Plagues and the Paradox of Progress by Thomas J. Bollyky

Plagues and the Paradox of Progress by Thomas J. Bollyky

Author:Thomas J. Bollyky
Language: eng
Format: epub
Tags: Plagues; infectious diseases; noncommunicable diseases; international development; emerging economies; population; urbanization; migration; global health; pandemic; virus; microbe; global poverty; youth bulge; epidemic; supergerm; foreign aid; parasite; germ; cancer; diabetes; heart disease; obesity; NCDs; vaccine; international health; public health; colonialism; conquest; cities; demographic dividend; international development; trade; Ethiopia; South Africa; China; Kenya; Bangladesh; Dhaka; Niger; Agadez; Ireland; Irish famine; measles; smallpox; tuberculosis; cholera; meningitis; polio; HIV; AIDS; malaria; vaccination; antibiotic; eradication
Publisher: The MIT Press


The (Potential) Dividends of Demography

David Bloom, a professor at the Harvard School of Public Health, has spent his career thinking about how population and the economy interact. He and his colleagues have shown in several research studies that the relevant way to think about the role of population in spurring economic growth isn’t size but age structure.

Nations with a disproportionate share of working-age adults, which Bloom defines as 15 to 64 years old, have an economic advantage. This demographic dividend, as he calls it, exists because that age structure means there are more potential workers to produce income and create things, with fewer dependents (children and the elderly) to consume them. While some readers might quibble with where Bloom and other demographers draw the line to define old or working age, China provides compelling evidence for Bloom’s overall argument.

Starting in 1949, China dramatically reduced infectious disease and improved child survival, but its high birth rates did not initially fall. Mao promoted high birth rates and “national motherhood” in the early 1950s as a strategy to fuel economic and agricultural growth and possibly as a hedge against the threat of nuclear weapons and the deaths that would accompany their use. The Ministry of Health embraced birth planning in 1955, but the Great Famine and the Cultural Revolution interrupted the implementation of these programs. The birth rate declined in the mid-1950s, rose for most of the next decade, but started to fall sharply in the early 1970s. With more children surviving, Chinese mothers no longer needed to have so many of them. China also resorted to draconian measures to reduce its birth rate (which was already slowing), pushing women toward sterilization and brutally enforcing a one-child policy.45 As many as a third of the tens of millions of people who died during China’s Great Famine were infants.46 The combination of these factors meant that more people born in the 1950s and mid-1960s survived into adulthood while fewer children followed in the subsequent decades. This resulted in a disproportionately large number of working-age adults, ready to take the low-wage manufacturing jobs that the 1978 economic reforms brought to China.

By 2000, people 15 to 64 years old represented more than two-thirds of the population in the East Asian region. Bloom and his coauthors estimate that one-third to one-half of the spectacular economic growth in China and other East Asian nations during this miraculous time can be attributed to the demographic dividend.47 In a 1994 essay in Foreign Affairs, “The Myth of Asia’s Miracle,” economist and Nobel Laureate Paul Krugman also attributed much of the remarkable economic growth in the region to added inputs of labor, rather than a surge in productivity.48 Similarly, the economist Robert Gordon argued that the dramatic decline in infant mortality between 1890 and 1950 is “one of the most important single facts in the history of American economic growth.”49 Most of the countries that achieved sustained economic booms over the last fifty years have had large and growing shares of working-age adults.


§ **What to work on**: Starting at the line with "Run detection on human face." and ending at the line with "Determine mammal bounding box.", print exactly the lines of the entries below. Pictures do not belong in the copy.

§ **Material to process**:
════

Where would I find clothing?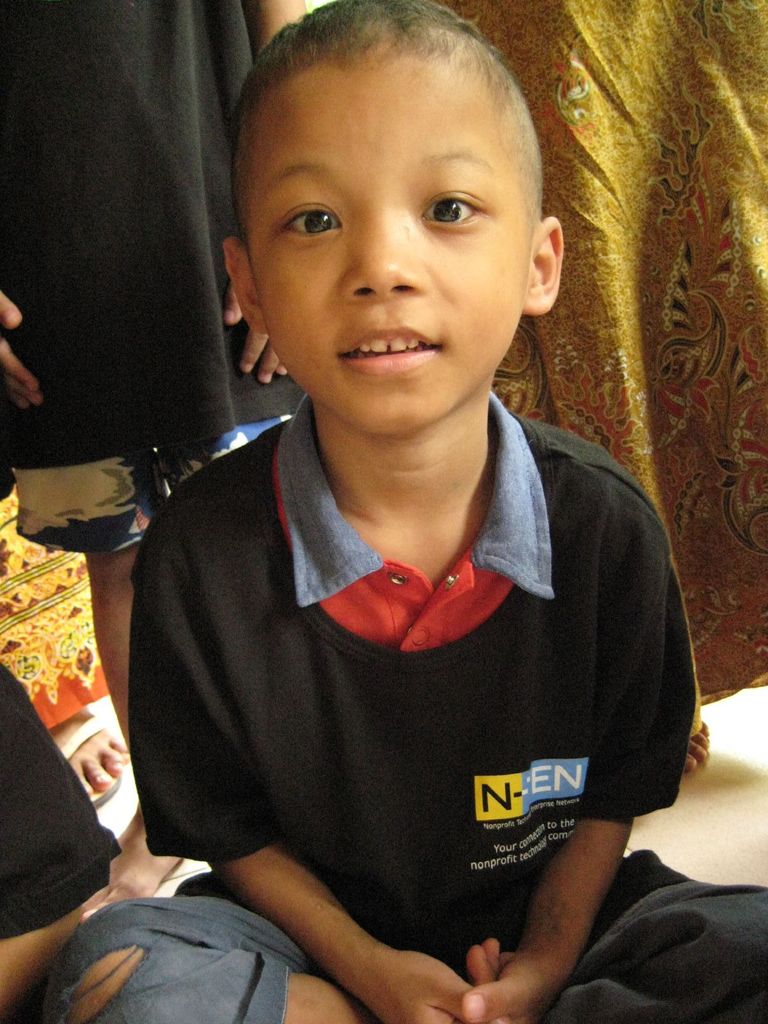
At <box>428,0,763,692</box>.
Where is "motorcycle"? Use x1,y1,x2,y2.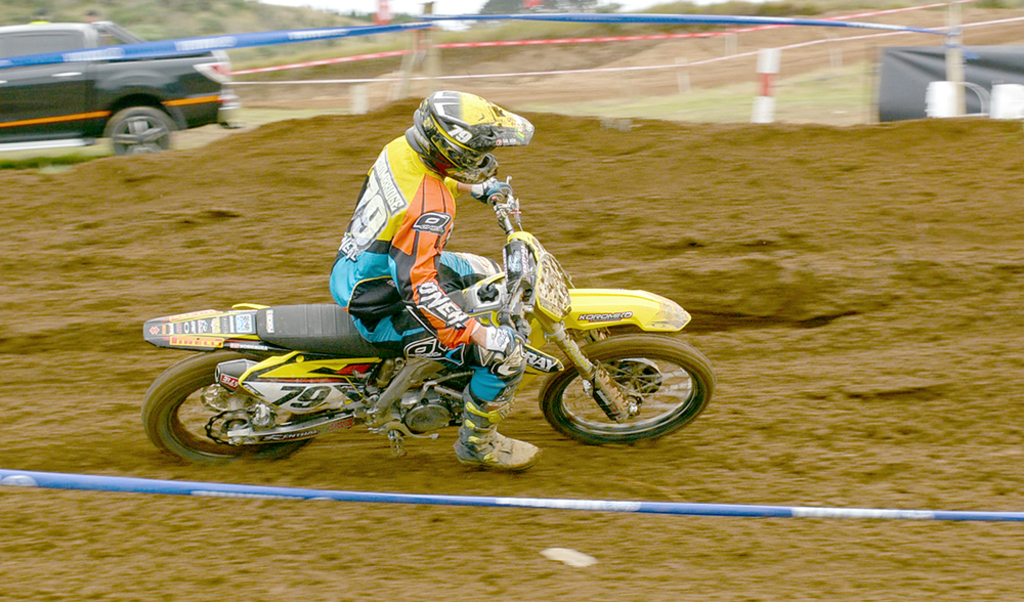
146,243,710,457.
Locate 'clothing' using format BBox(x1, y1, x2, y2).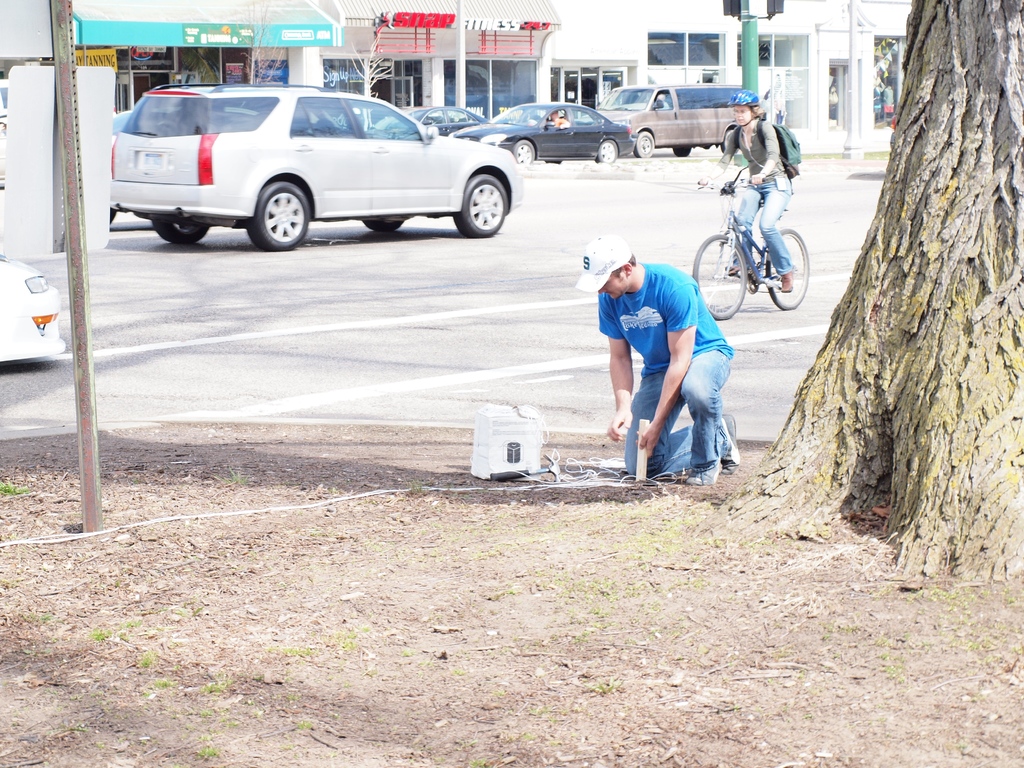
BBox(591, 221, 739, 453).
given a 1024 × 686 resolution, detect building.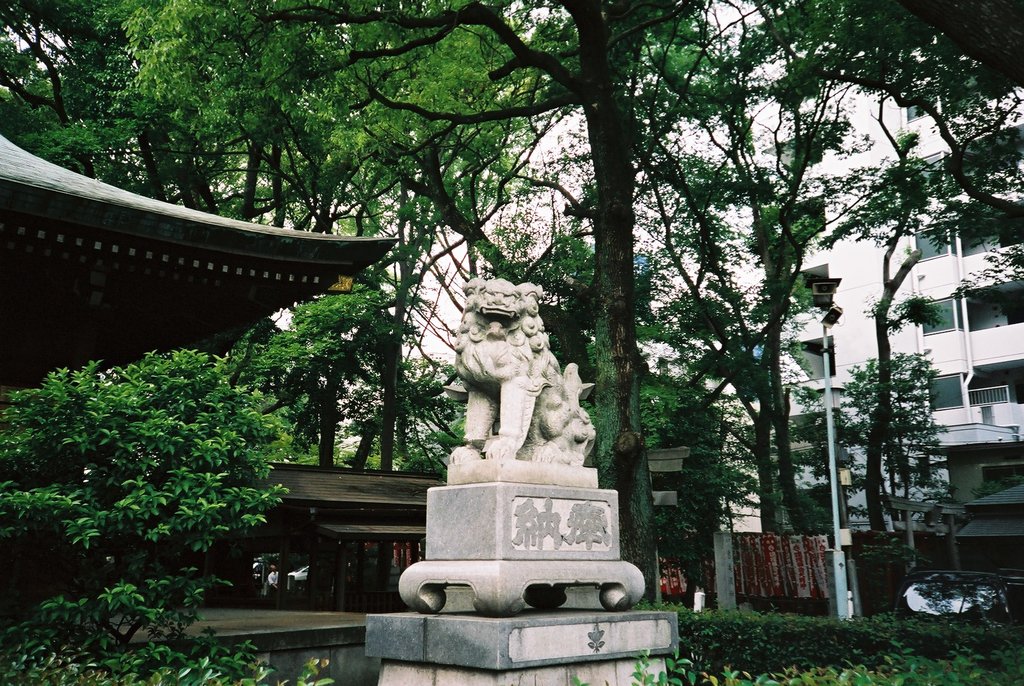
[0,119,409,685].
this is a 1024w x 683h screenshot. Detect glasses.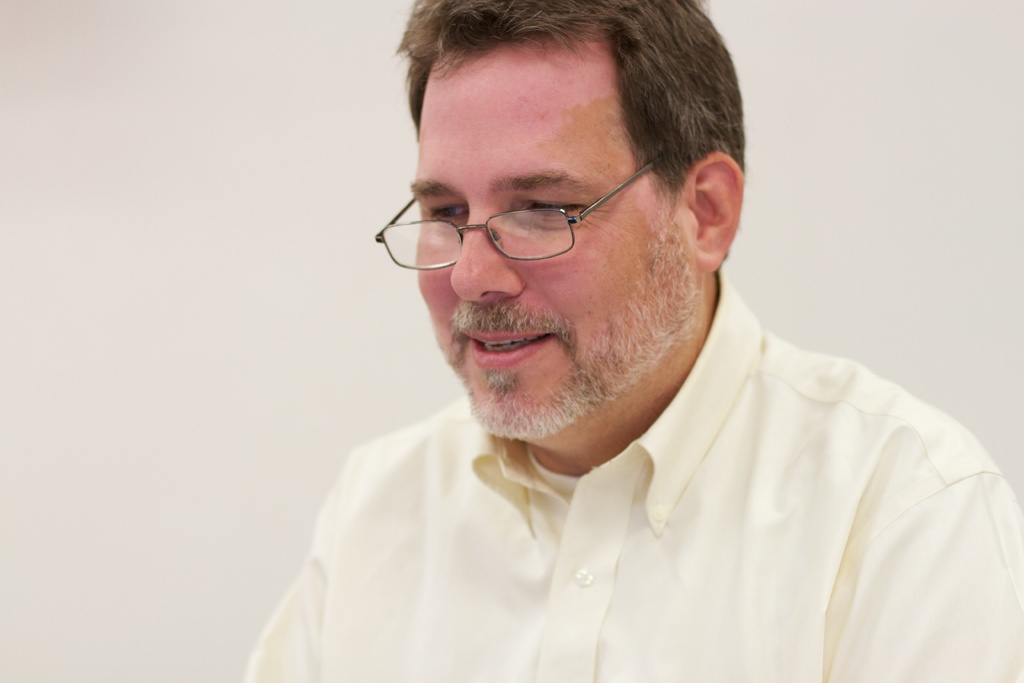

════

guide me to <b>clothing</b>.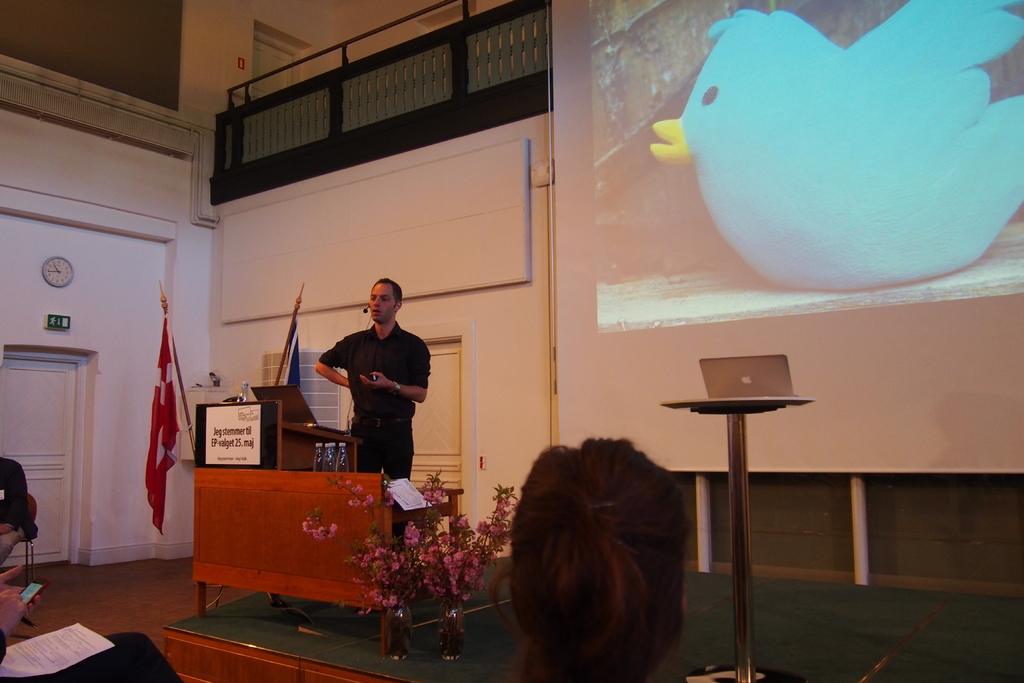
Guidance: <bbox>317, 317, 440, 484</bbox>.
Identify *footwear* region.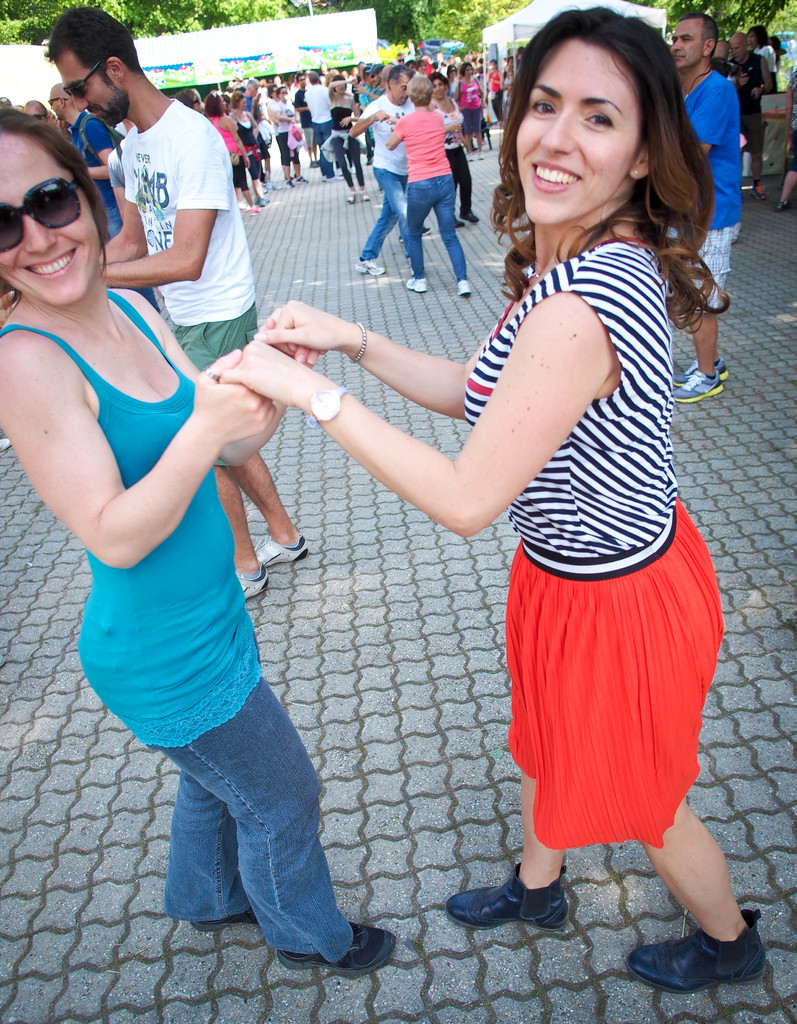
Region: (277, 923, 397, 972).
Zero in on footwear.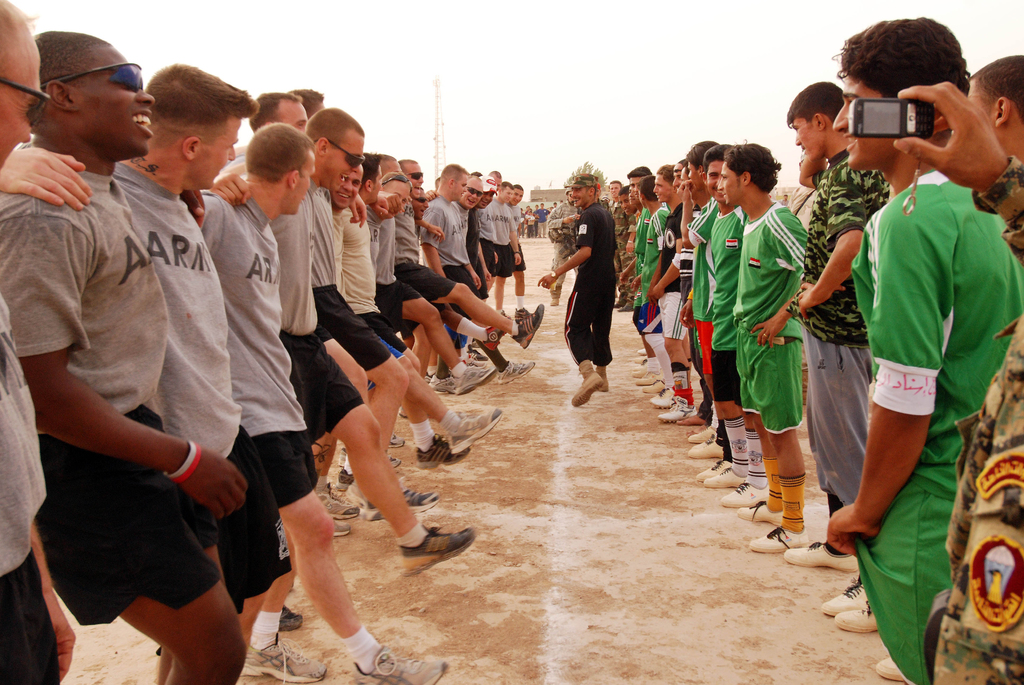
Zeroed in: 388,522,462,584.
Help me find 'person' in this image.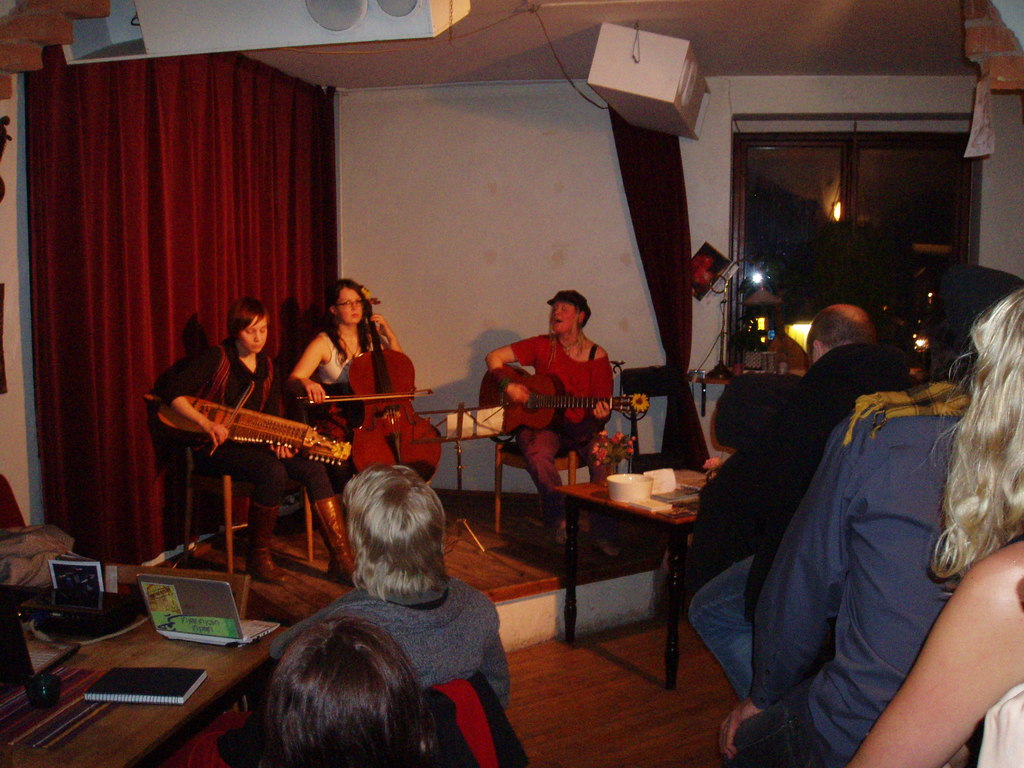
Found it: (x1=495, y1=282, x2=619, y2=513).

════

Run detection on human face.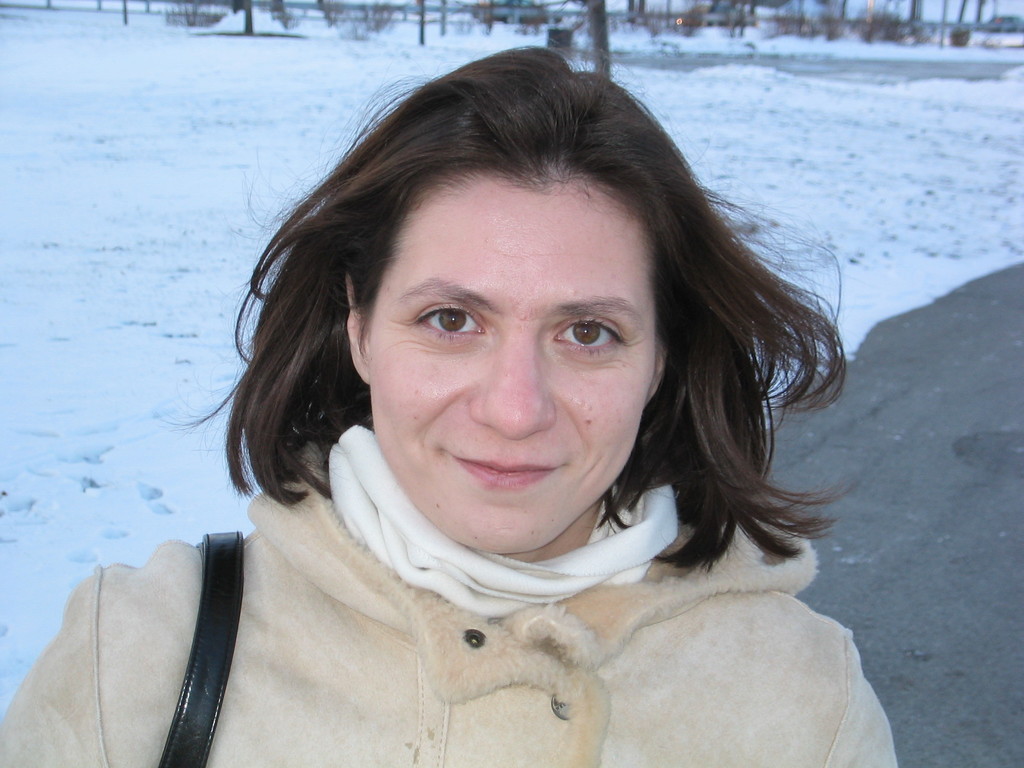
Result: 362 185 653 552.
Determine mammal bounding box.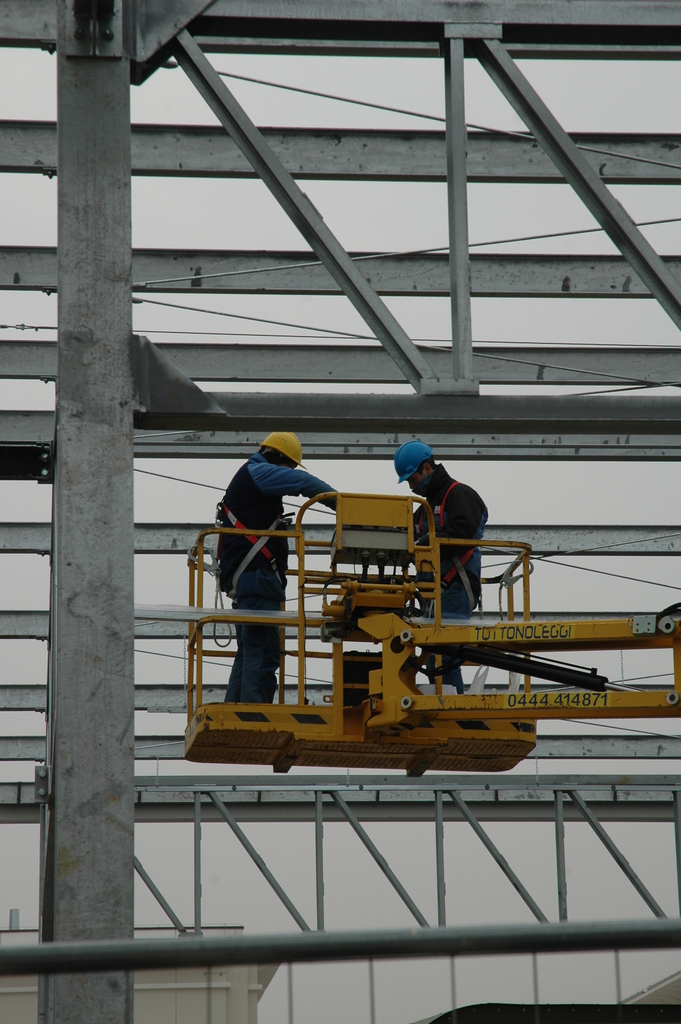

════

§ **Written answer**:
Run detection on human face.
Result: 362 185 653 552.
Determine mammal bounding box.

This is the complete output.